Archive for the ‘David Brent’ Tag

Business on television   Leave a comment

Digby Jones’s article in the Scotsman on the rum deal that business gets from television reflects many observations I have heard from business people.

An absence of positive business role models with regular TV exposure should be a cause for concern. Just as we are told that inappropriate behaviour amongst professional sportsmen is often replicated at amateur and junior levels, so the risk is that the way business is presented on television is reflected in the behaviour of leaders and managers in offices and operations across the UK.
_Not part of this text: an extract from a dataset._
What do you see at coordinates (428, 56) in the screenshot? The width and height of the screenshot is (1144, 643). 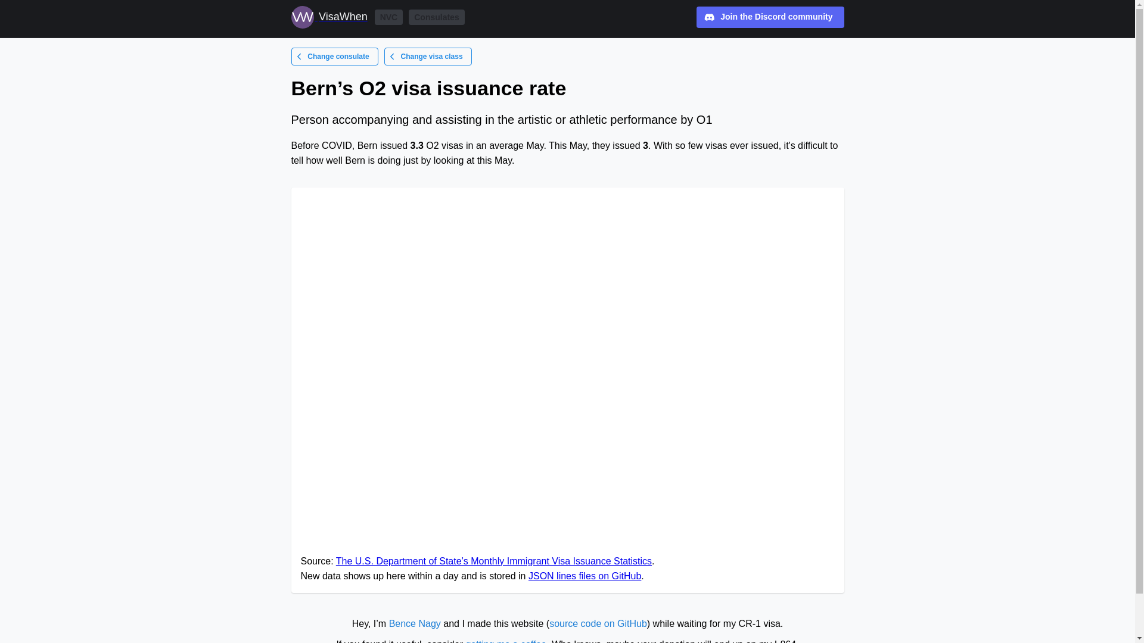 I see `Change visa class` at bounding box center [428, 56].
Of course fictional bosses and organisations are simply caricatures, and because they’re not real they actually do a service of poking fun at pomposity, egos and incompetence. No one wants to be compared to David Brent, Malcolm Tucker, or the current favourite Siobhan Sharpe, Head of Brand at Perfect Curve PR on Twenty Twelve.

But the way in which some of our real businesses and bosses are presented is completely different. Lauded for their achievements, there is a habitual undercurrent that success can only be achieved through a ruthless, dog eat dog, no scruples approach. It might be a completely unfair representation of the reality of perfectly reasonable and rationale people, but reasonable and rationale doesn’t make gripping footage.

Richard Farleigh a former member of the Dragon’s Den said on Radio 4 recently, that 90% of successful business is about developing relationships not being cut throat. Unfortunately the 90% isn’t the bit which makes the final edit.

There are some fantastic examples of leadership on our screens. In 2008, I was struck by the comparisons between The Apprentice and the Beyond Boundaries programme shown at the same time, in which Ken Hames led a group of disabled people in a series of extraordinary challenges in the Andes. I reflected in this article that Ken’s approach was the antithesis of the “leadership” behaviours which are often presented to us on TV.

Our experience at Investors in People Scotland is that in the absence of any guidance from their employers, managers can start to mimic the behaviours of successful business people from TV, and it doesn’t always work. We’ve seen particularly acute examples of this in the hospitality and catering industry where hot headed flamboyant chefs make better TV stars than the calm and considered one.

Organisations need to be crystal clear about the management style which they expect from their teams, and this shouldn’t be an imported “it’s worked somewhere else so it’ll work here” approach, but a well thought out and rational proposition which understands how the organisation can get the best from their people.